Maciej Stachowiak wrote:
This one is definitely with co-Chair hat on...
On Sep 4, 2009, at 4:08 PM, John Foliot wrote:
If ever there was a damning indictment of WHAT WG's use of the IRC
back-channel to 'make decisions' without due consultation, here it is.
It is now water long-gone under the bridge, but even recent discussion
(http://krijnhoetmer.nl/irc-logs/whatwg/20090904#l-322 ) shows that this
lesson has not been learned.
IF YOU HAVE PROPOSALS - POST THEM PUBLICLY (and at both your club and W3C
mailing lists) - play by your own rules!
Just to make it clear to everyone:
We prefer people to make technical proposals in official Working Group
channels, such as the public-html mailing list or w3c bugzilla. However,
people are free to discuss technical issues regarding HTML5 wherever
they wish, even if that conversation involves the editor. And even if
that discussion is on a logged IRC channel, on twitter, in blog
comments, or on a private invite-only mailing list. It's healthier if a
lot of that discussion happens here, but you don't have to stop thinking
about HTML5 in other media.
If anyone has a technical disagreement with something in the spec, or a
question about why something works a certain way, please do voice it. If
you have a complaint about where people hold their conversations, then I
would ask you to please hold your fire.
Now, it's possible for conversation to retreat so much into fragmented
spaces that it becomes impossible to follow the work and participate
meaningfully. If that actually happens in a concrete case, please point
it out to the chairs. However, I don't think that is happening on the
current round of discussing <aside> and the other structural elements. I
see lots of healthy technical discussion on the list. So let's focus
more on that constructive technical discussion and less on process issues.
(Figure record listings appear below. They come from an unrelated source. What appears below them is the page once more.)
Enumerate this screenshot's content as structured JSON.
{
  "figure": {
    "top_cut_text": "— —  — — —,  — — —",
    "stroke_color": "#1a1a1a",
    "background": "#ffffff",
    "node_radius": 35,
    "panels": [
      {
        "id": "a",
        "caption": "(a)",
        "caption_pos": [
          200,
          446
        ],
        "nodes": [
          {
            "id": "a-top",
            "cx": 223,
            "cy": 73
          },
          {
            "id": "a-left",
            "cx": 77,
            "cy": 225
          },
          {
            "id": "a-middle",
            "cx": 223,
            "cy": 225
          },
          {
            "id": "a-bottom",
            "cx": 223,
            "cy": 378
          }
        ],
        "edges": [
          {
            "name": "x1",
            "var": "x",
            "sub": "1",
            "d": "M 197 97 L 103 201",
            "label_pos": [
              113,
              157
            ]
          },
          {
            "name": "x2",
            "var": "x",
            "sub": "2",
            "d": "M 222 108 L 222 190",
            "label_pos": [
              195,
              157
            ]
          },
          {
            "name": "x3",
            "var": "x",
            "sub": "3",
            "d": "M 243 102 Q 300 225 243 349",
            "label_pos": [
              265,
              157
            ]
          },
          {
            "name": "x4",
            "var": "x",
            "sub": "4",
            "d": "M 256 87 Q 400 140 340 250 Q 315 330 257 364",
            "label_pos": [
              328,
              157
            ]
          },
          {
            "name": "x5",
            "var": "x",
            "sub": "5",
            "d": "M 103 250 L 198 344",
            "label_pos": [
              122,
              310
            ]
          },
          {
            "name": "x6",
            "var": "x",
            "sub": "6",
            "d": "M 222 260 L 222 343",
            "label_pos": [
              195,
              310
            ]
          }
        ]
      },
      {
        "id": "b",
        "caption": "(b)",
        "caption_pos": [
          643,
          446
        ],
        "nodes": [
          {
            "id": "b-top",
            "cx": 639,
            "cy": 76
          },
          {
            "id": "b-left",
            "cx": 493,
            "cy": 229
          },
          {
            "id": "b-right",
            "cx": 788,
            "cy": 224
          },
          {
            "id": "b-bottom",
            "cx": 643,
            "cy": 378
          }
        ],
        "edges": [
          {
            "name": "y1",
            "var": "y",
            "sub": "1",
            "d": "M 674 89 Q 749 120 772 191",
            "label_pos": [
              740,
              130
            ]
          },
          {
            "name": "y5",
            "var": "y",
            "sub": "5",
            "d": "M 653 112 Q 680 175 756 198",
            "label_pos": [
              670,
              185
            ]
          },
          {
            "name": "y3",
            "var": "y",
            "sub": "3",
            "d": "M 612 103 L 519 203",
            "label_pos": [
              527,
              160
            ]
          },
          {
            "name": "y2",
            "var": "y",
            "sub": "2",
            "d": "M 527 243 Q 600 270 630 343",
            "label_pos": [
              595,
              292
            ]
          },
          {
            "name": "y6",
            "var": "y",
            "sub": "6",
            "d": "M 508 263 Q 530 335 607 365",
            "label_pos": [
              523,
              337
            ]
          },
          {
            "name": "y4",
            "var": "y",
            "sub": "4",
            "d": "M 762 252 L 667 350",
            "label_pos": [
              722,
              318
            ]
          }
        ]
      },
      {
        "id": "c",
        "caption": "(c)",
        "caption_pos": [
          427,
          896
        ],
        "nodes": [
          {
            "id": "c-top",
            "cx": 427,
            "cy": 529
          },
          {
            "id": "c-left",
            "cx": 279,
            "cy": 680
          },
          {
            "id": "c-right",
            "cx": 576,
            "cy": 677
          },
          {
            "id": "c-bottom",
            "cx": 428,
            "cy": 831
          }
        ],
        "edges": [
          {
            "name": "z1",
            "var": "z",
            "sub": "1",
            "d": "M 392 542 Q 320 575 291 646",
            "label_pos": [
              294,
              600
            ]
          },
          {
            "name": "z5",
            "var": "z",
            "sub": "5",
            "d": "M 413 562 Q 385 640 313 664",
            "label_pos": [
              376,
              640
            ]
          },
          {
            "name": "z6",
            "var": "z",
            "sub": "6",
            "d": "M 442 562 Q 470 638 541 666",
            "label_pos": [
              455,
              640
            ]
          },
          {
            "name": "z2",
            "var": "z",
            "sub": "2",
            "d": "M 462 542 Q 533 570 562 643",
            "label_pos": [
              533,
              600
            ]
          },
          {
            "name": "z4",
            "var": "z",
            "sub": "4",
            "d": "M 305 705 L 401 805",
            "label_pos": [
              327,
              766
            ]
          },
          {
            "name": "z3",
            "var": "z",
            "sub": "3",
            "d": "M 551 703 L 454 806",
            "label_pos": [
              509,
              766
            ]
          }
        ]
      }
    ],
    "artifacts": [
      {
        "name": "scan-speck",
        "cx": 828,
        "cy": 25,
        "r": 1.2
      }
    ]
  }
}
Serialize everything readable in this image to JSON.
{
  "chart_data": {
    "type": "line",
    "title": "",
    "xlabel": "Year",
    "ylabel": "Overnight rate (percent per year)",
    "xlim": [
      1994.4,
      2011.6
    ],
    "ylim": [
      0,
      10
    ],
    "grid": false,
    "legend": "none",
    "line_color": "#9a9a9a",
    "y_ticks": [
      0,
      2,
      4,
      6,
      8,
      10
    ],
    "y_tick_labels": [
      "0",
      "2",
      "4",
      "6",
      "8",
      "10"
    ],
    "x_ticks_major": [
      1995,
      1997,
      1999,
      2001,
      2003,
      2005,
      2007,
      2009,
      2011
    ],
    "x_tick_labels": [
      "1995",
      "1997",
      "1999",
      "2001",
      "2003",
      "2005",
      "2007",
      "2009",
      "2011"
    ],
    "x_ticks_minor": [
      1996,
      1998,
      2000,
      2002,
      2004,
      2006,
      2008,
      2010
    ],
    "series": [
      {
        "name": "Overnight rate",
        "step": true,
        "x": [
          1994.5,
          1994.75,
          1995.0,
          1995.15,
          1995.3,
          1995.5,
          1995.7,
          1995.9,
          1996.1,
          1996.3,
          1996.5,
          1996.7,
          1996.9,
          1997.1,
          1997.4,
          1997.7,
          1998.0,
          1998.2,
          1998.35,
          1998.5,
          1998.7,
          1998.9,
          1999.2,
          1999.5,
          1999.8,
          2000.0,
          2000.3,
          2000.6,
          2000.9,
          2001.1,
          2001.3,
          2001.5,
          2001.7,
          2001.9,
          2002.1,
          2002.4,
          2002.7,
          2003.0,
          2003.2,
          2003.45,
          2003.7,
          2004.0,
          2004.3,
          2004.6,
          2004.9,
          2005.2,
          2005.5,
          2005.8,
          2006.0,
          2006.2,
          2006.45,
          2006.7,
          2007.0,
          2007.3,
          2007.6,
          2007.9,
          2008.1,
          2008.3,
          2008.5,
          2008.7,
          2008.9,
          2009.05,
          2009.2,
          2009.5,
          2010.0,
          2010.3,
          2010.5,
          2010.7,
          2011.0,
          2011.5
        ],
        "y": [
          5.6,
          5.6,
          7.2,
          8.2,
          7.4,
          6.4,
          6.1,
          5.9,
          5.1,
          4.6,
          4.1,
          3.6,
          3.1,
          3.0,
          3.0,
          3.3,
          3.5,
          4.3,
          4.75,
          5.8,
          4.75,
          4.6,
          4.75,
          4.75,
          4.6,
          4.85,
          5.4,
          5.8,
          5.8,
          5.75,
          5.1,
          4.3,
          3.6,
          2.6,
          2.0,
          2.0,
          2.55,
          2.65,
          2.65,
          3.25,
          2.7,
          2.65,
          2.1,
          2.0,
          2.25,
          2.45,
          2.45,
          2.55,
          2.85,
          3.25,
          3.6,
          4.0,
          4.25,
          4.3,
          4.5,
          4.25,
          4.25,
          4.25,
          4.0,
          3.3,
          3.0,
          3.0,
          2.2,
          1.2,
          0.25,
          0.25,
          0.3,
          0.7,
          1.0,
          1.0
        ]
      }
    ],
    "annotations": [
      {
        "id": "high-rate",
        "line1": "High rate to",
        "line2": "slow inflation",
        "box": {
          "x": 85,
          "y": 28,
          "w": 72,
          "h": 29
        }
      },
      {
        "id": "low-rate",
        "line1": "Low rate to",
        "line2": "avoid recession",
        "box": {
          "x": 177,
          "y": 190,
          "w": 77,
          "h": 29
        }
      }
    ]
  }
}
If anyone wants to discuss this topic further, please follow up
privately or on www-archive.
I'll take a co-chair's exception to the last sentence :-)
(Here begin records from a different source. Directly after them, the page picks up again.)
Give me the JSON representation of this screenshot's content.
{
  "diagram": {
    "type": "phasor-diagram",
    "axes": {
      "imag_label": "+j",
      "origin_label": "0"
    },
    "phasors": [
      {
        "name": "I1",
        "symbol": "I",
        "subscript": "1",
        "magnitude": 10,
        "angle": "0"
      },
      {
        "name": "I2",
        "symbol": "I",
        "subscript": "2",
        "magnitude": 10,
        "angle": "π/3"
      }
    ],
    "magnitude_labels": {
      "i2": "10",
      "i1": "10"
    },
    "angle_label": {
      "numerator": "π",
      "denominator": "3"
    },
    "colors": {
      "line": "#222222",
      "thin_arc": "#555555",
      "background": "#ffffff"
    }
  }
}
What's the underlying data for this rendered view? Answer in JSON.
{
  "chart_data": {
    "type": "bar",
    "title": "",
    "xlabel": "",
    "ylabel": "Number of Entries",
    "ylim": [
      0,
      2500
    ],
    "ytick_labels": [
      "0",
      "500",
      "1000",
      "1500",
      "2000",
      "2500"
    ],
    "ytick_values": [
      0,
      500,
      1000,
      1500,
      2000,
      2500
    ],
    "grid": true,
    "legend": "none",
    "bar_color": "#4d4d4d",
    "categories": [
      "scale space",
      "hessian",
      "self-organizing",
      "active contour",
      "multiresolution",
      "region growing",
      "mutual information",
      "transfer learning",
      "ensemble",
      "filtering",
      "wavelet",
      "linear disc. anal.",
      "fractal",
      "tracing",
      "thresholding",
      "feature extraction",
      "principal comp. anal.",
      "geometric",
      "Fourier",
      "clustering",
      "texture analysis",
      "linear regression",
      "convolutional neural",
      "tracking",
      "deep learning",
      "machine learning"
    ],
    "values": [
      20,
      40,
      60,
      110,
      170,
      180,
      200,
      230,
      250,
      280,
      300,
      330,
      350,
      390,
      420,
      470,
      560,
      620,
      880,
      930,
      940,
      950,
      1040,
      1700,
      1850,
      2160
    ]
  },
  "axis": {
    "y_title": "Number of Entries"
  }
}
I simply want to endorse Maciej's message. This discussion happened to
take place on IRC between Ian and Lachy, but it could just have easily
taken place F2F between Ian and John at the TPAC.
Forbidding discussion elsewhere just tends to drive it underground. So
instead of forbidding it, the rule is that no final decisions on the
content of the W3C spec will be made outside of public-html, and every
attempt will be made to use subject lines, copying people who have
expressed an interest, and the weekly teleconference to be inclusive.
Should Ian have decided to act on this thought, and if somebody were to
disagree with that action, simply file a bug report. And should the bug
report not be resolved to your satisfaction, there will be ample
opportunity to escalate the issue further.